Fate of omnibus bill unclear as House, Senate plan brief return

The House is scheduled to take up the huge spending bill next week. The Senate will also convene to try to pass the measure, but several senators will likely seek to block the effort.

The House will be in session next Monday to pass the fiscal 2004 omnibus spending bill before leaving for the remainder of the year, while the Senate expects to return one day later to make an effort to get a unanimous consent agreement to take up the omnibus.

Objections are expected from both sides of the aisle, according to a spokeswoman for Minority Leader Tom Daschle, D-S.D., meaning final action on the remaining seven appropriations bills that were wrapped into the omnibus will be delayed until early next year.

The omnibus bill includes the Transportation-Treasury appropriations bill, which contains language granting white-collar federal employees a 4.1 percent average pay raise in 2004.

There are no scheduled roll call votes in the Senate and it is unlikely efforts will be made to seek agreements on floor time for either class action reform or pension legislation, said a spokeswoman for Senate Majority Leader Bill Frist, R-Tenn. Agreements were made in the waning hours of last week on these two items, but much work remains, aides said.

Frist will be giving a speeches in Tennessee this week, and will also travel to New York to participate in a Christmas charity program, a spokesman said. Daschle will be in New York Tuesday to promote his new book on the "Charlie Rose Show" and Comedy Central's "Daily Show," his spokeswoman said. He will be in South Dakota the rest of the week for book signings and fundraisers.

Besides voting on the omnibus, the House is expected next Monday to cast a final vote on a bipartisan bill to combat unsolicited commercial e-mail, a spokesman for Speaker Dennis Hastert, R-Ill., said Monday. A compromise version of the "Controlling the Assault of Non-Solicited Pornography and Marketing Act" passed the House last month on a 392-5 vote.

The Senate, which had unanimously approved its version of the bill in October, signed off on the House changes last Tuesday. But the Senate made minor technical changes that require another House vote before Congress can send the bill to President Bush, according to a spokeswoman for Senate Commerce Communications Subcommittee Chairman Conrad Burns, R-Mont.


WORK TO COMPLETE → Without any pictures, restate the full set of records below exactly.

[Start of section]

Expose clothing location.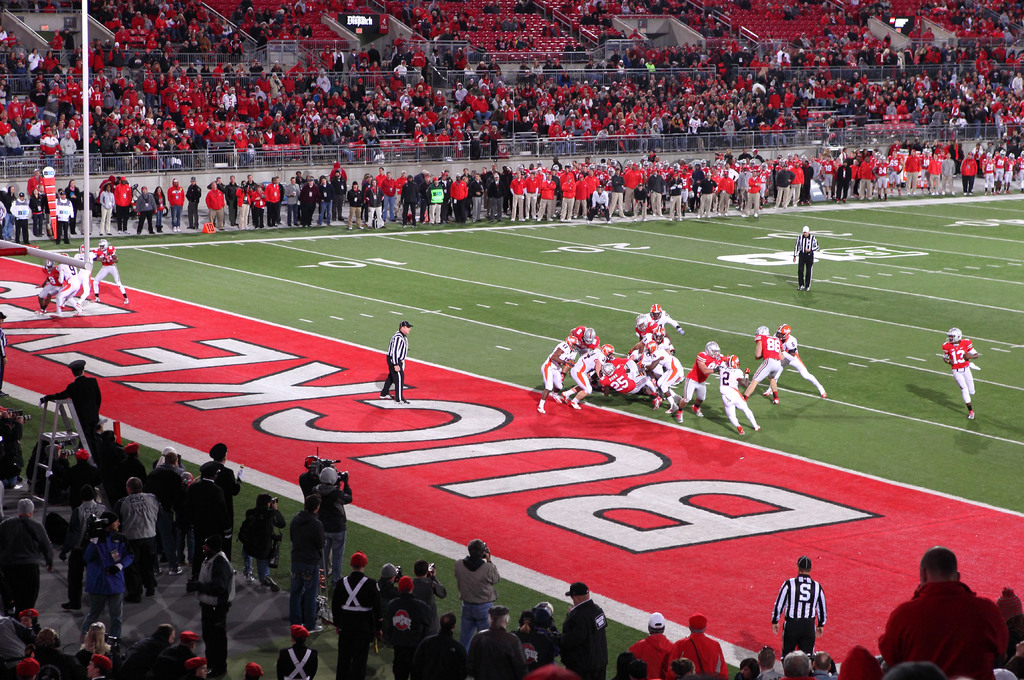
Exposed at {"x1": 745, "y1": 177, "x2": 761, "y2": 213}.
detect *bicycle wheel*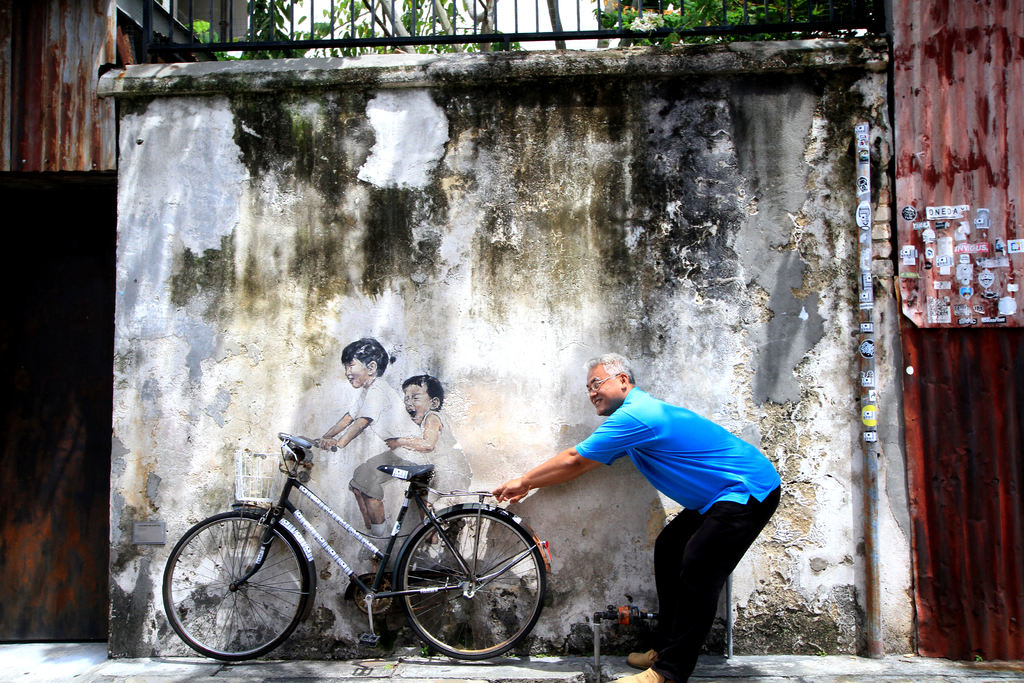
Rect(163, 520, 316, 664)
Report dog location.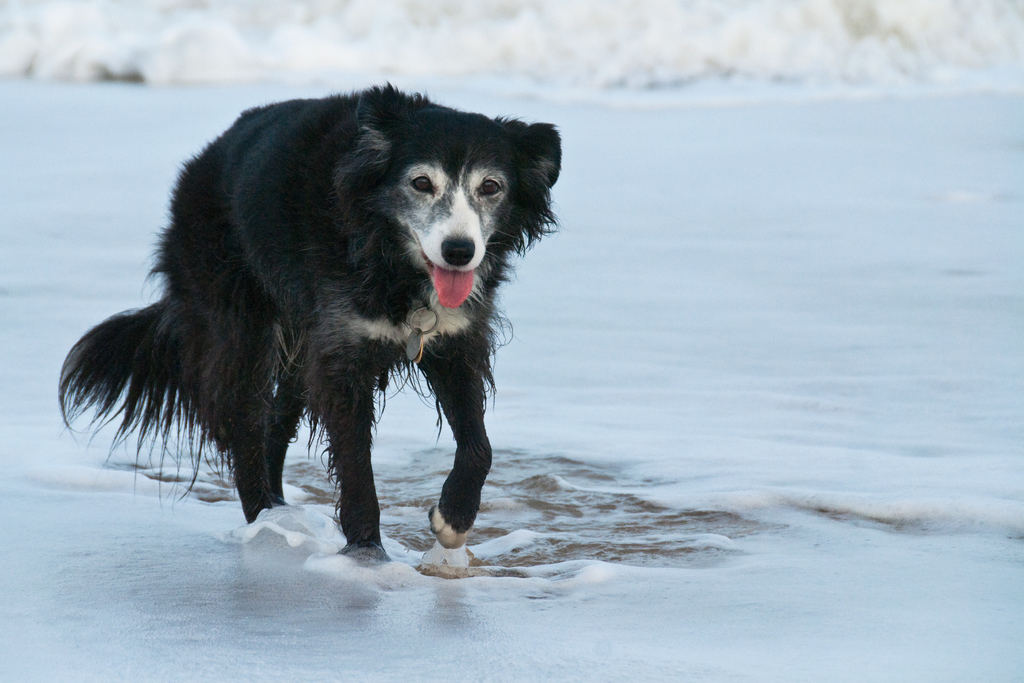
Report: [x1=55, y1=78, x2=566, y2=562].
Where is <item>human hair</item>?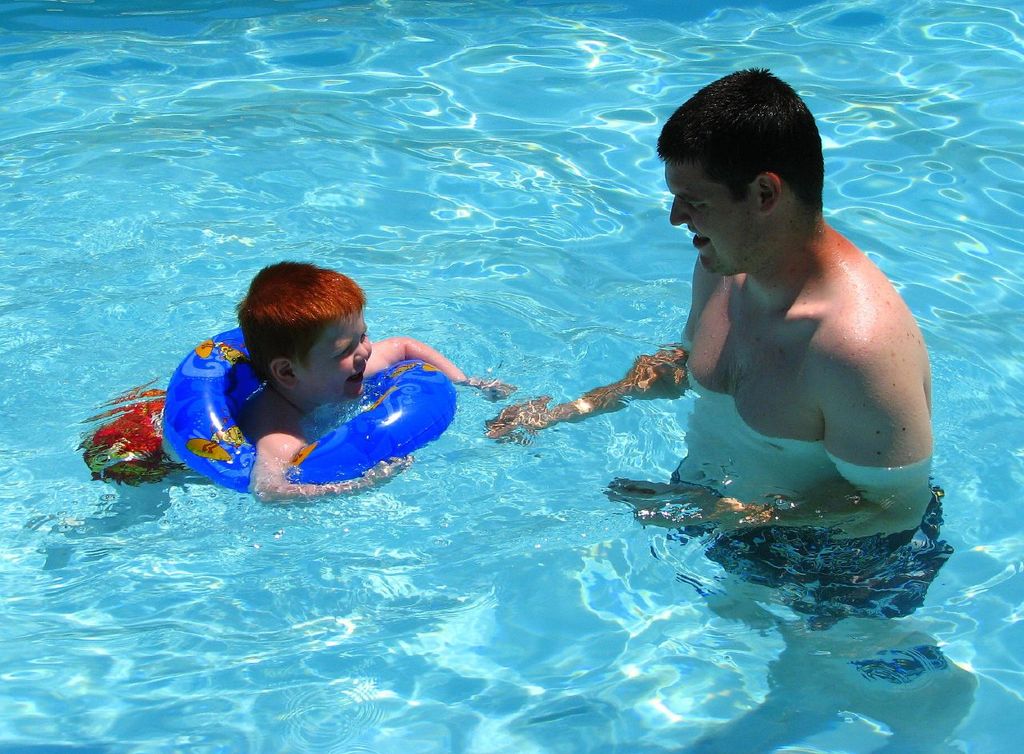
<bbox>234, 261, 366, 381</bbox>.
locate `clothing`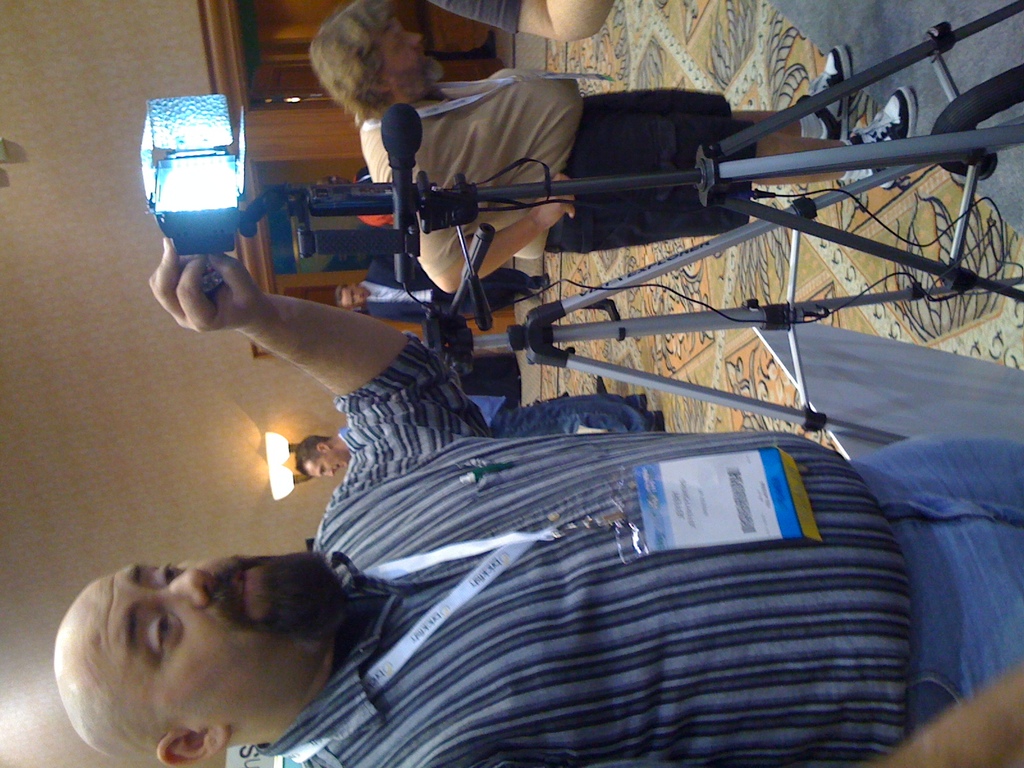
box(365, 261, 543, 328)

[End of section]

RESULT FOR THIS EXERCISE →
Expose clothing location.
Exposed at {"x1": 745, "y1": 177, "x2": 761, "y2": 213}.
detect *bicycle wheel*
Rect(163, 520, 316, 664)
Report dog location.
Report: [x1=55, y1=78, x2=566, y2=562].
Where is <item>human hair</item>?
<bbox>234, 261, 366, 381</bbox>.
locate `clothing`
box(365, 261, 543, 328)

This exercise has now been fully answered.